AEF Climate News

A review and commentary on topical matters concerning the science, economics, and governance associated with climate change developments.

By Alan Moran,

2  June, 2016

Developments in scientific observations

The latest el Niño, which has created record temperatures and brought joy to the doomster warmistas, is finally subsiding.  Ocean temperatures are back to normal

And the Mephiststophelian portends of drying continents are countered by the most expansive research to date which has shown negligible change in precipitation over the past century.

Multilateral policy developments

The UN climate change caravan moves from Paris to Bonn, next stop Marrakech.  According to the UN script the Bonn meeting saw countries push ahead with, “a suite of positive outcomes”; these are said to have implemented stronger climate action and constructed the global climate regime “rule book” in order to guarantee the treaty’s fairness, transparency and balance between nations. However, the Paris accord’s agreed green “adaptation and mitigation” (i.e. funding bribes to mendicant states) of $100 billion per annum by 2020 is no closer to being achieved than balanced government budgets.  For 2016 the goal is $2.5 billion, which is described as ambitious.

 

China and India, the largest and third largest emitters, are merely paying lip service to any mitigation but the EU leadership remains committed.  And, although Hillary Clinton has declared she misspoke in saying “We're going to put a lot of coal miners and coal companies out of business", she still proposes to cripple the US economy with a 50 per cent renewables program.

 

But there is a big red spider in the works.  One report has Donald Trump intending at a minimum to “renegotiate” Paris.  Another report has him declaring climate change a "con job" and a "hoax", perhaps even a Chinese plot "to make US manufacturing non-competitive".  And he's said he would totally unleash US fossil fuel production and stop all payments to the UN $100 billion a year fund. 

 

Overall, according to the German-South African-UN financed Renewables 2016, new investment in renewables (excluding large scale hydro) in 2015 was $286 billion.  This surpassed the previous peak of $279 billion in 2011.  Wind and solar comprised 5 per cent of electricity generation in 2015.

European doubts

Danish consensual homogeneity is legendary. In 2012, 95 per cent of MPs voted to get 50 per cent renewables by 2020 and in 2015 Denmark generated the equivalent of 42 per cent of its energy usage as well as having created a successful turbine export industry. But with 66 per cent of the electricity bill comprising taxes, the government has reversed course having decided that renewables are too expensive.

 

Poland is among other countries that are also finding they are running up to the limits of cost acceptability for renewable energy. Germany has joined the doubters. It is now producing so much subsidised wind and solar that it must export surplus coal-generated electricity which it overproduces from plants necessary to be kept operating to ensure reliable electricity supply. Subsidies to renewables comprise 52 per cent of German electricity bills. It now plans to limit costs by auctioning rights for new solar facilities rather than allow the subsidy to all. One mooted solution, a European supergrid, might cost €400 billion and would only postpone the crisis.  

 

At long last, there is a revolt of UK MPs against the carbon emission measures that are destroying the nation’s industry. So far only 15 MPs have signed on to oppose price-boosting renewable regulations, while a rival group of MPs are urging firmer and more comprehensive measures to give greater confidence to investors (or more subsidies to their funders).

 

France however, under a socialist government, remains solidly on the upward slope of the learning curve. Energy Minister, Segolene Royale is to press on with a CO2 tax that is at least 30 euros per tonne .

Australian policy peregrinations

The climate debate has flickered throughout the current 75 day election campaign. Australia’s Direct Action abatement subsidy scheme was introduced by the coalition government in 2014. The scheme operates by reverse auction, funding projects voluntarily proposed by the private sector. Because the government cannot know true project counterfactuals, the lowest auction bids are, according to this analysis, often likely to be non-additional “anyway” projects.

 

My own view is that the two major parties have broadly equivalent carbon tax impositions up to 2030 (when costs are over $10 billion a year plus) but Labor also has uncosted land expropriation (using planning laws) and the Liberals claim they will achieve the goals more cheaply via their Direct Action plan. I offered some uncomplimentary comments on politicians’ understanding of the costs of their carbon abatement bromides in an article in The Australian. 

 

The current government has also set up a baseline emissions ceilings for large firms based on their 2009-2014 peaks.  Aside from more red tape, the requirement will have little immediate effect but could be readily tightened by a radical government and converted into an emissions trading taxation scheme, an intent that is denied by the government.

Laid on with a trowel

It had to happen but why did it take so long before climate change was claimed to cause rape and kidnapping?

 

Ever wondered if we are overpaying business chiefs?  Shell's CEO has a blinding insight: if we move to zero use of fossil fuels too early “it could mean the end of the company."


(TASK ITEM)
Copy out the entries below exactly as they stand, but only from the line containing "Focus on *toy*." through the line containing "i want to find".

(MATERIAL SHOWN)
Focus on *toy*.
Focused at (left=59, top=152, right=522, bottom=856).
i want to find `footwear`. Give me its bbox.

--

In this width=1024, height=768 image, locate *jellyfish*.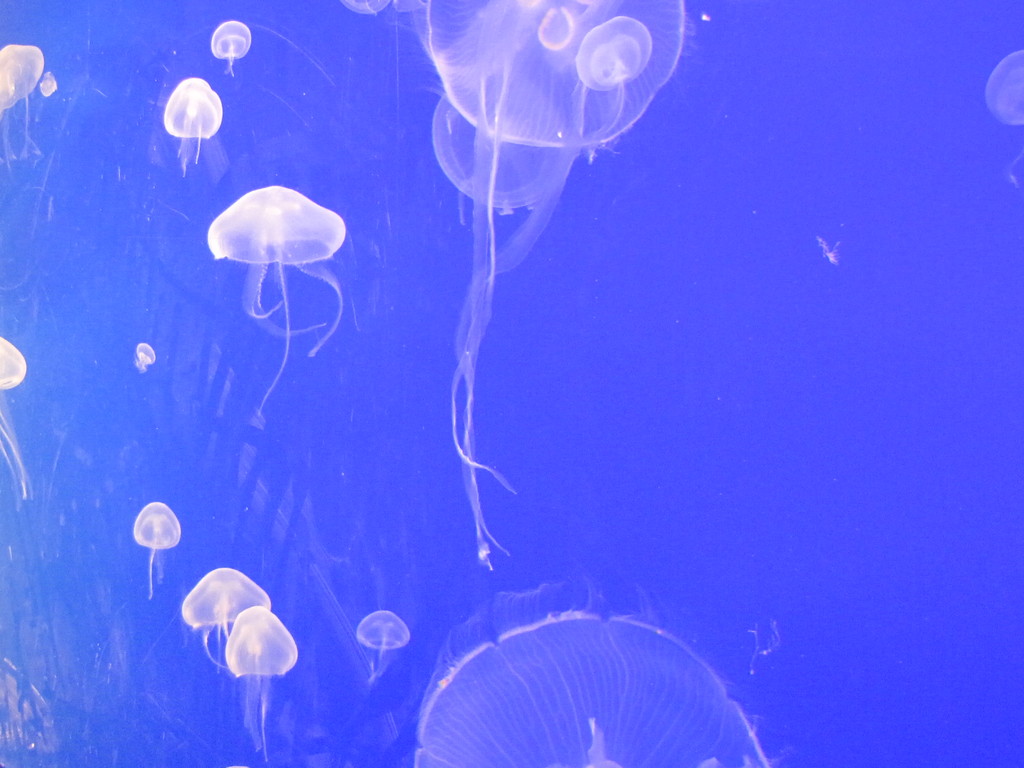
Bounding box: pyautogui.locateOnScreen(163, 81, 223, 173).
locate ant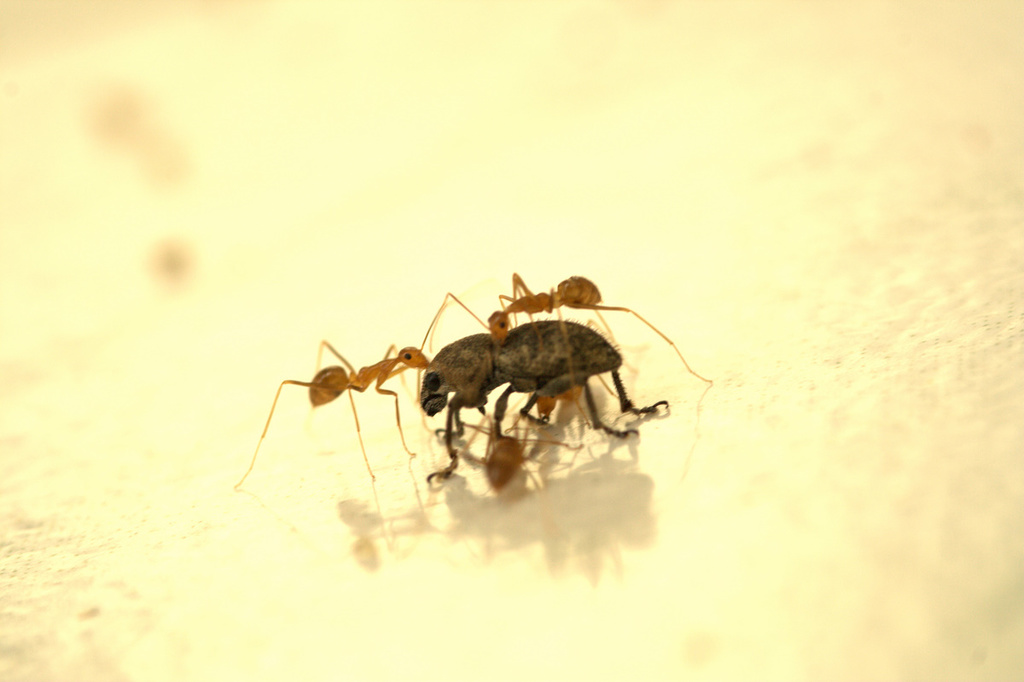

(RESPONSE)
Focus on *toy*.
Focused at (left=59, top=152, right=522, bottom=856).
i want to find `footwear`. Give me its bbox.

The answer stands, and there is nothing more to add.